I shook my head. “Never.”

“You know I love you.”

My heart wasn’t in it, but I willed a smile into my voice. “I love you, too, prima.”

Liana sighed. “Promise me you’ll forget about them.”

I knew she meant well. She had my best interest at heart but what she was asking for was impossible. It was something I’d tried and failed for seven years. I even tried dating other men. I tried throwing myself fully into every relationship in hopes of sparking life into it, but at the back of my mind, I’d known it would never last. They weren’t Davien or Nero. They didn’t make my knees weak or my skin hyper aware of them whenever they got close. They didn’t make me wet. They didn’t make me want to do something risky and dangerous just to feel how it would be to be with them even once. Nero and Davien may not have known it was me that night, but I would remember it forever and no one could replace that.

“Mimi?”

“I should let you go.” I rubbed at the spot between my tired eyes with the tips of four fingers. “Talk later?”

“Of course. You okay?”

“Yeah, fine. I have laundry to finish anyway.”

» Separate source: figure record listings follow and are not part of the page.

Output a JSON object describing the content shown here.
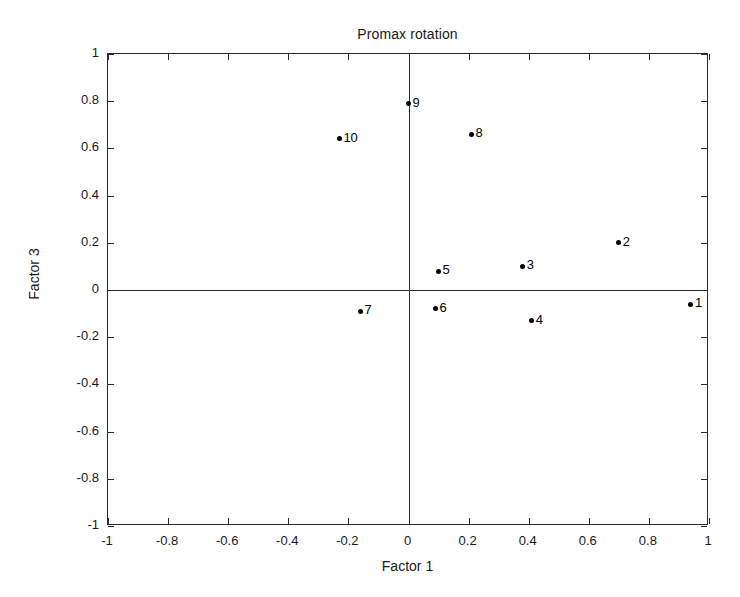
{
  "chart_data": {
    "type": "scatter",
    "title": "Promax rotation",
    "xlabel": "Factor 1",
    "ylabel": "Factor 3",
    "xlim": [
      -1,
      1
    ],
    "ylim": [
      -1,
      1
    ],
    "grid": false,
    "legend": "none",
    "xticks": [
      "-1",
      "-0.8",
      "-0.6",
      "-0.4",
      "-0.2",
      "0",
      "0.2",
      "0.4",
      "0.6",
      "0.8",
      "1"
    ],
    "xtickvalues": [
      -1,
      -0.8,
      -0.6,
      -0.4,
      -0.2,
      0,
      0.2,
      0.4,
      0.6,
      0.8,
      1
    ],
    "yticks": [
      "1",
      "0.8",
      "0.6",
      "0.4",
      "0.2",
      "0",
      "-0.2",
      "-0.4",
      "-0.6",
      "-0.8",
      "-1"
    ],
    "ytickvalues": [
      1,
      0.8,
      0.6,
      0.4,
      0.2,
      0,
      -0.2,
      -0.4,
      -0.6,
      -0.8,
      -1
    ],
    "reference_lines": {
      "vertical_x": 0,
      "horizontal_y": 0
    },
    "marker": {
      "shape": "circle",
      "color": "#000000",
      "size_px": 5
    },
    "points": [
      {
        "label": "1",
        "x": 0.94,
        "y": -0.06,
        "label_side": "right"
      },
      {
        "label": "2",
        "x": 0.7,
        "y": 0.2,
        "label_side": "right"
      },
      {
        "label": "3",
        "x": 0.38,
        "y": 0.1,
        "label_side": "right"
      },
      {
        "label": "4",
        "x": 0.41,
        "y": -0.13,
        "label_side": "right"
      },
      {
        "label": "5",
        "x": 0.1,
        "y": 0.08,
        "label_side": "right"
      },
      {
        "label": "6",
        "x": 0.09,
        "y": -0.08,
        "label_side": "right"
      },
      {
        "label": "7",
        "x": -0.16,
        "y": -0.09,
        "label_side": "right"
      },
      {
        "label": "8",
        "x": 0.21,
        "y": 0.66,
        "label_side": "right"
      },
      {
        "label": "9",
        "x": 0.0,
        "y": 0.79,
        "label_side": "right"
      },
      {
        "label": "10",
        "x": -0.23,
        "y": 0.64,
        "label_side": "right"
      }
    ]
  }
}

We both knew that was a lie, but Liana didn’t push me on it. We promised to text before bed and hung up.

I tossed the phone down on the coffee table and moved to peek through the crack in the blinds. The heavy fabric — a handmade gift from my grandma — was perfect for days when the radio warned everyone to stay indoors and to stay hydrated. It blocked the light, keeping the house almost bearable. It was still a thousand degrees, but at least ripples of heat weren’t coming off the ground.

Outside, asphalt was melting under parked cars, leaving grooves where the tires had sunk into the ground. In several places, fires had broken out, causing chaos for miles.

Inside, we were in a slow roasting oven. The humidity alone was enough to make me want to strip naked and lie spread eagle across the kitchen linoleum. My thin, white dress clung to me, becoming a fine, restricting layer of second skin rubbing against me. I had opted against undergarments, the sweat and discomfort driving me to put as little on as possible. Still, stray strands of hair was plastered to my temples and the back of my neck. My spine felt sticky and hot. My inner thighs sweltered. The strip of skin under my boobs … I couldn’t even.

Six feet away, my reflection blinked at me from the round mirror fixed in the tiny foyer at the bottom of the stairs. From my spot in the sitting room, I could just see my flushed face staring back at me, miserable, tired, and covered in a fine sheen of sweat. My thick riot of curls was partially still up in a messy bun at the top of head. A few strands had slipped free to tangle with my gold hoops and tickle my shoulders, but the majority stayed in place. I had decided against makeup that morning and it had been the right decision. Last thing I needed was to have mascara streaking down my face with the sweat, especially on that day of all days.

It was payday … and not the good kind. Today was the day we had to pay for our lives, for living in our homes, in our community. It was a chunk of money most of us didn’t have but to not pay meant becoming an example of what happened to people who didn’t pay.

Eduardo Bernardo wasn’t a merciful man. He didn’t care that my parents worked two jobs each or that I gave up on my life to help them make ends meet. He only understood money. The thugs and criminals that worked for him were worse.

But we got lucky. Nero and Davien were never as bad as the ones who ran the other blocks. They weren’t fuzzy bunnies by any accounts, but they protected us. They kept the other collectors from our doors, kept the soldiers from our schools and children. We’d heard stories of the other blocks and their collectors, vicious, rabid monsters who took whatever they wanted, especially the girls. Neither Davien nor Nero had ever taken more than the money owed to Eduardo. Not that that made them saints, but it made them decent, in my books.